In a statement on Tuesday‚ it said the land issue in South Africa could be best understood in reference to the historical narrative of colonial expropriation of native African people’s land.

“We believe compensation should come from the colonising states. There has never been accountability for ravaging South Africa. Not only should they have to pay the compensation‚ but reparations need to be paid‚ because this was in fact a 300-year war. This war began when the colonialists violently invaded South Africa and the battles that ensued after that‚ including apartheid‚ crippled the indigenous people of South Africa. We believe the debate on land should unite South Africans by de-racialising the issue and understanding it for what it is‚” the party said.

The land issue has become a serious topic of contention after the ANC adopted land expropriation without compensation at its elective conference in December.

On February 27‚ a motion for land expropriation without compensation was passed in the National Assembly by a majority vote.

The matter was referred to the Constitutional Review Committee‚ which must report back to Parliament by August 30. The Economic Freedom Fighters had proposed that an ad hoc committee be established to review and amend Section 25 of the Constitution to make it possible for the state to expropriate land in the public interest‚ without compensation.

Section 25 of the Constitution – known as the property clause - states the government must make laws and take other steps to help people or communities to get land to live on‚ and to claim back land if they lost it after 1913 and because of an apartheid law.

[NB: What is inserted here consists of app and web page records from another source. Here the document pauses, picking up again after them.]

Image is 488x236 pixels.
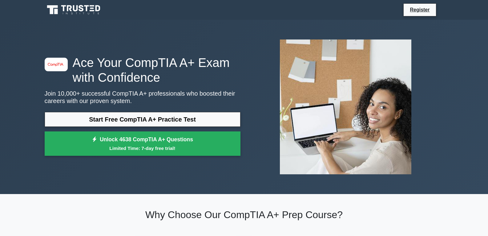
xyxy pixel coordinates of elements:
small: Limited Time: 7-day free trial! [52,145,233,152]
a: Unlock 4638 CompTIA A+ QuestionsLimited Time: 7-day free trial! [45,131,241,156]
a: Register [407,6,434,14]
h2: Why Choose Our CompTIA A+ Prep Course? [45,209,444,220]
p: Join 10,000+ successful CompTIA A+ professionals who boosted their careers with our proven system. [45,90,241,104]
a: Start Free CompTIA A+ Practice Test [45,112,241,127]
h1: Ace Your CompTIA A+ Exam with Confidence [45,55,241,85]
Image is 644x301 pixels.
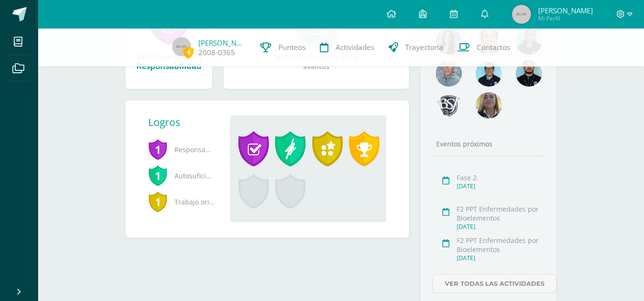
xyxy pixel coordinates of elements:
[313,28,381,67] a: Actividades
[456,205,542,223] div: F2 PPT Enfermedades por Bioelementos
[512,5,531,24] img: 45x45
[538,6,593,15] span: [PERSON_NAME]
[148,115,223,129] div: Logros
[148,191,167,213] span: 1
[538,14,593,22] span: Mi Perfil
[450,28,517,67] a: Contactos
[198,47,235,57] a: 2008-0365
[172,37,191,56] img: 45x45
[432,275,556,293] a: Ver todas las actividades
[435,93,462,119] img: d483e71d4e13296e0ce68ead86aec0b8.png
[183,46,194,58] span: 4
[198,38,246,47] a: [PERSON_NAME]
[456,173,542,182] div: Fase 2.
[475,60,502,86] img: d220431ed6a2715784848fdc026b3719.png
[435,60,462,86] img: 55ac31a88a72e045f87d4a648e08ca4b.png
[278,42,305,52] span: Punteos
[456,236,542,254] div: F2 PPT Enfermedades por Bioelementos
[148,189,215,215] span: Trabajo original
[475,93,502,119] img: aa9857ee84d8eb936f6c1e33e7ea3df6.png
[148,164,167,187] span: 1
[432,139,545,148] div: Eventos próximos
[516,60,542,86] img: 2207c9b573316a41e74c87832a091651.png
[148,138,167,161] span: 1
[477,42,510,52] span: Contactos
[456,223,542,231] div: [DATE]
[335,42,374,52] span: Actividades
[148,137,215,163] span: Responsabilidad
[148,163,215,189] span: Autosuficiencia
[456,182,542,191] div: [DATE]
[381,28,450,67] a: Trayectoria
[405,42,443,52] span: Trayectoria
[253,28,313,67] a: Punteos
[456,254,542,262] div: [DATE]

Since the motion was passed the number of land invasion in various cities across the country have begun to rise. The City of Johannesburg and Tshwane have been the worse hit. On Tuesday‚ police were still dealing with land invasions in Protea Glen‚ Soweto.

ADeC said black South Africans were dispossessed of their land during the terrible years of colonisation and apartheid.

It said when apartheid came to an end‚ South Africans were politically free and equal but “they were not economically or socially free and equal”. It added that government’s programmes on land had failed to address this issue.

“We believe that land in South Africa should be expropriated‚ with compensation from former colonialist states of the land. We are of the view that the state should not have to carry the weight of past racial divides which were created to benefit an elite few foreigners who disposed native Africans of their land.

“The land should be placed under the custodianship of a body of the relevant stakeholders which would be made up of various civil society organisations‚ political parties‚ unions and other pertinent structures which will ensure the integrity‚ transparency and morality of the body. This body will be overseen by the constitutional judiciary where it is to be debated and implemented‚” the party said.